JUST IMAGINE! July 1970: The Female of the Species

In 1970, Marvel unveiled the first of its several female counterparts to Spider-Man. And it turned out she’d been around all along.

The Black Widow, Natasha Romanoff, had been introduced six years before as a slinky femme fatale in Tales of Suspense 52 (April 1964).

“She had been born in Russia where she had served the Communists for a while before defecting to the States,” recalled Stan Lee. “She was either an evil heroine or a heroic villainess; I was never quite sure. Anyway, it didn’t take long to realize I really dug the lady, and there was no way I could think of her as someone genuinely evil. Thus, no matter what role she played, no matter what series she appeared in, she always came across as someone sympathetic, someone we found ourselves rooting for.”

Along the way, she traded her veil and mink stole for a more traditional superhero costume with a mask, a cape, and fishnet stockings. But it didn’t quite work.

Beginning in March 1966, Diana Rigg wowed American TV audiences with a catsuit in the imported British spy series with the ironic title of The Avengers. That look clearly influenced the new Black Widow who debuted in The Amazing Spider-Man 86 (July 1970).
“It may not be as fancy, but this new costume will be more in keeping with the swingy seventies, and with the modern image of the new Black Widow!” she enthused.

Lacking any actual superpowers, the wall-crawling, line-swinging Black Widow took on Spider-Man to discover the secret of his abilities, and perhaps just to prove she could do it.

“That’s all this blasted town needs!” exclaimed publisher J. Jonah Jameson, sticking his head out a Daily Bugle window. “Another crummy web-swinger… and a female to boot!”

Lee had intended the issue as a tryout, and so later that year the Black Widow got her own feature in the revived Amazing Adventures title. That solo series ran only eight issues, but the Widow began a long-running partnership with the Man Without Fear in Daredevil 81 (Nov. 1971), even sharing his cover logo.

“Though even her creators may not have known it at the time, this was Marvel’s second use of the name ‘Black Widow,’” recalled comics historian Don Markstein. “The original Black Widow, who appeared in 1940, was extremely obscure, but a far less run-of-the-mill character than this one.”

The first Black Widow, a psychic who called herself “Claire Voyant,” got her supernatural powers from Satan himself and used them to send evil men to hell.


WORK INSTRUCTIONS
Word for word, reproduce the records, keeping none of the pictures.

Stored items
****************************************

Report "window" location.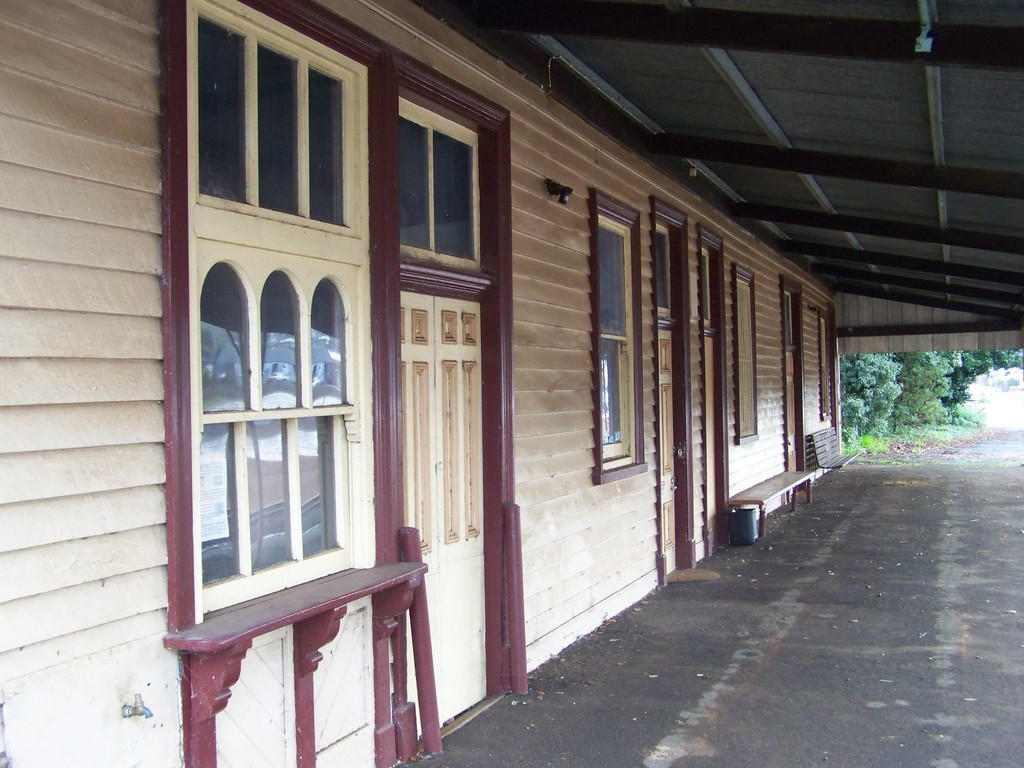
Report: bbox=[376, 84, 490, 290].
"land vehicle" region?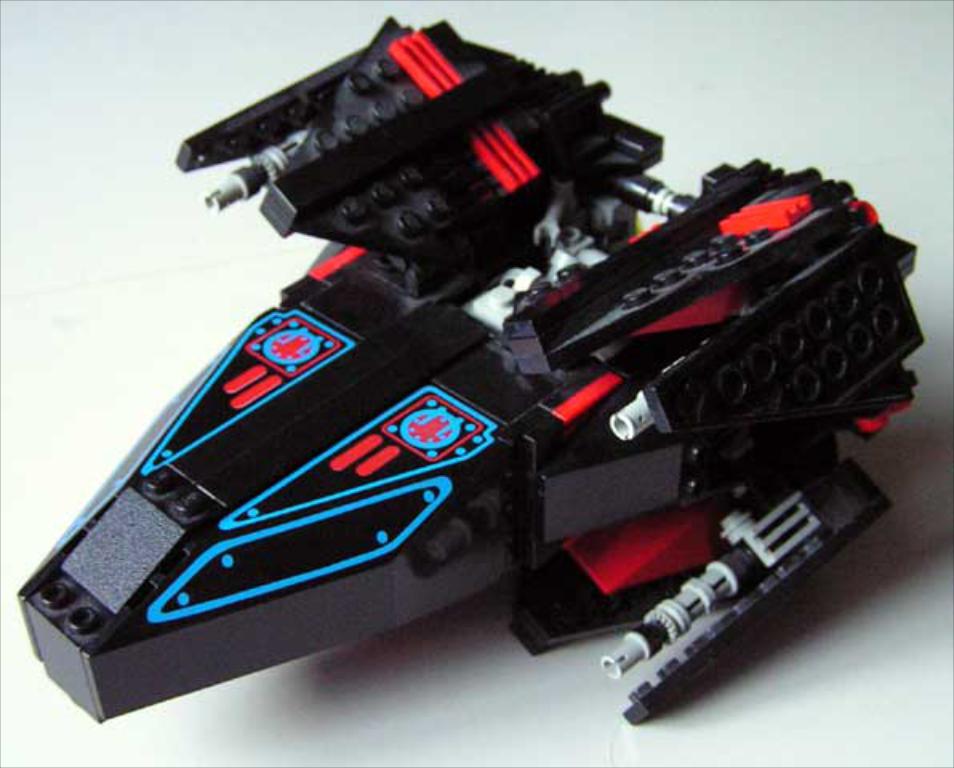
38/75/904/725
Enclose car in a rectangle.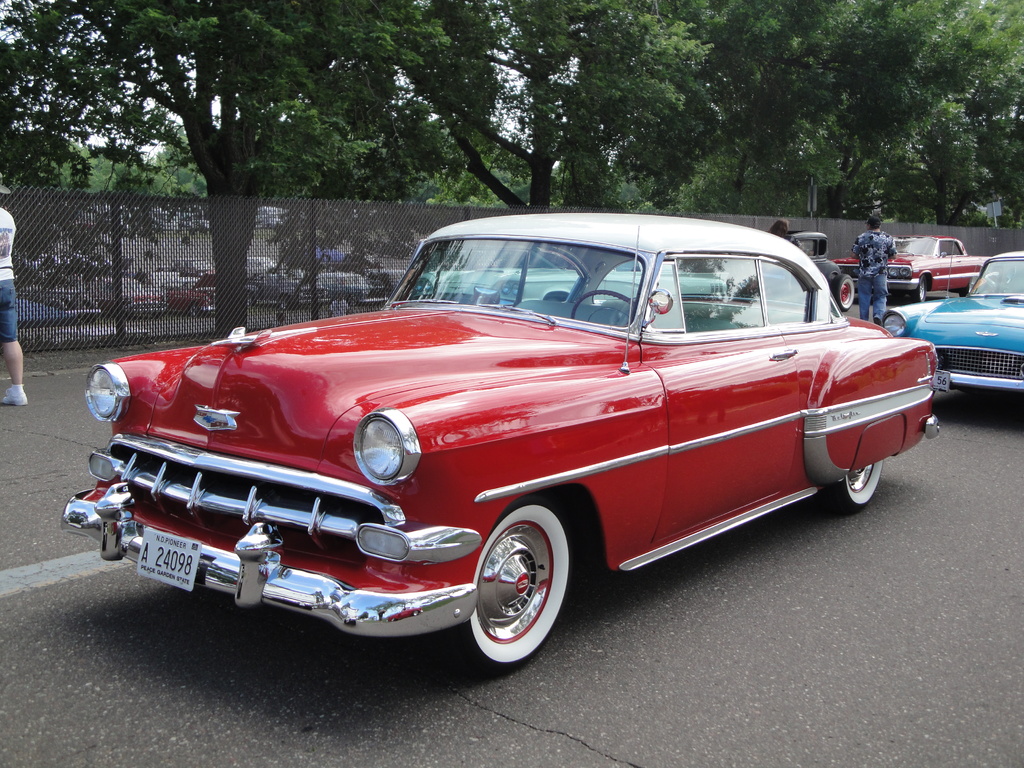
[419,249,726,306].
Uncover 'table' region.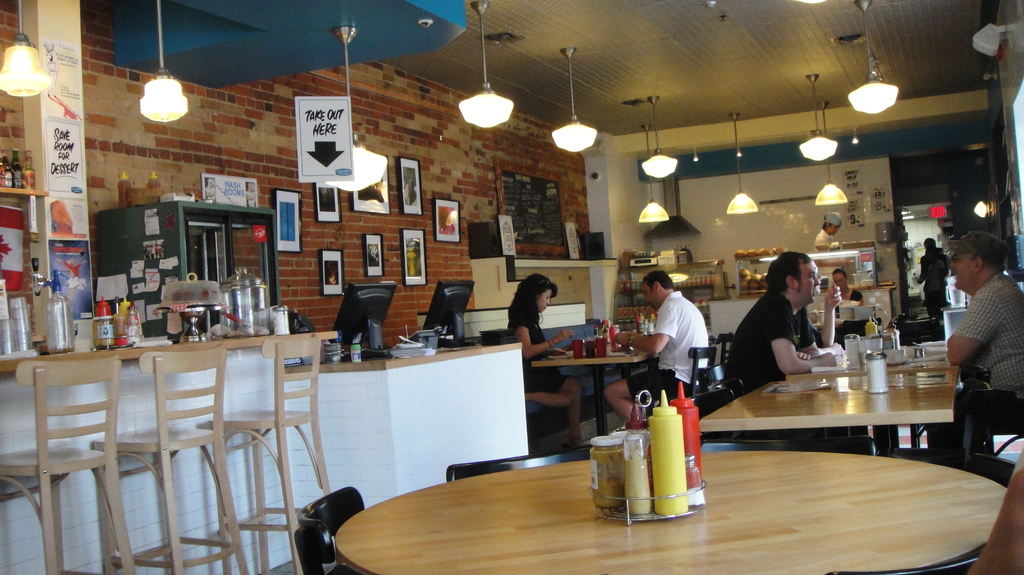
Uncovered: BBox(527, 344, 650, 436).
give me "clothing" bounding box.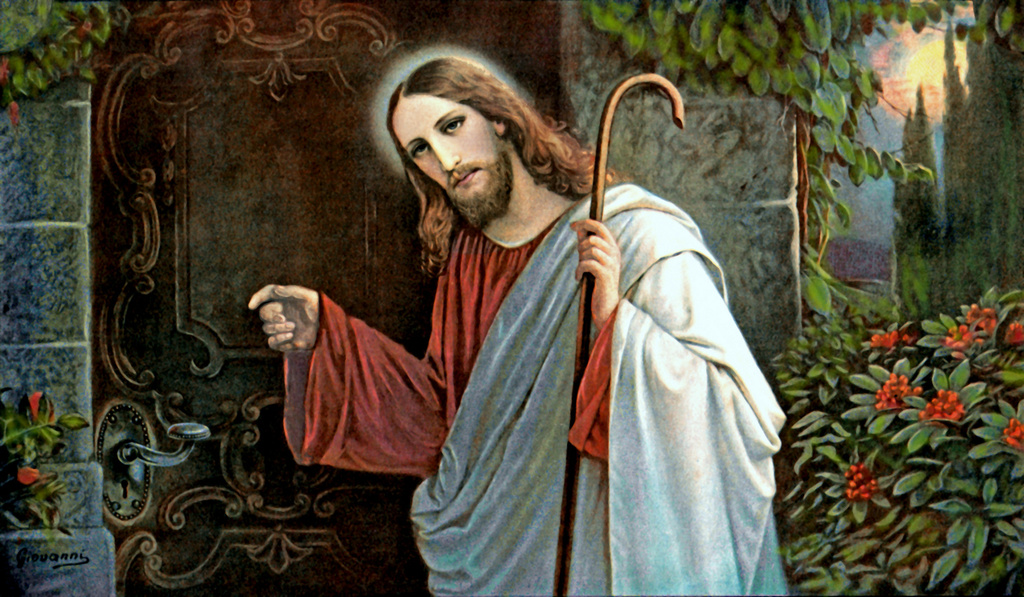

****************************************

REPLY
Report "window" location.
Report: bbox=[376, 84, 490, 290].
"land vehicle" region?
38/75/904/725
Enclose car in a rectangle.
[419,249,726,306].
Uncover 'table' region.
Uncovered: BBox(527, 344, 650, 436).
give me "clothing" bounding box.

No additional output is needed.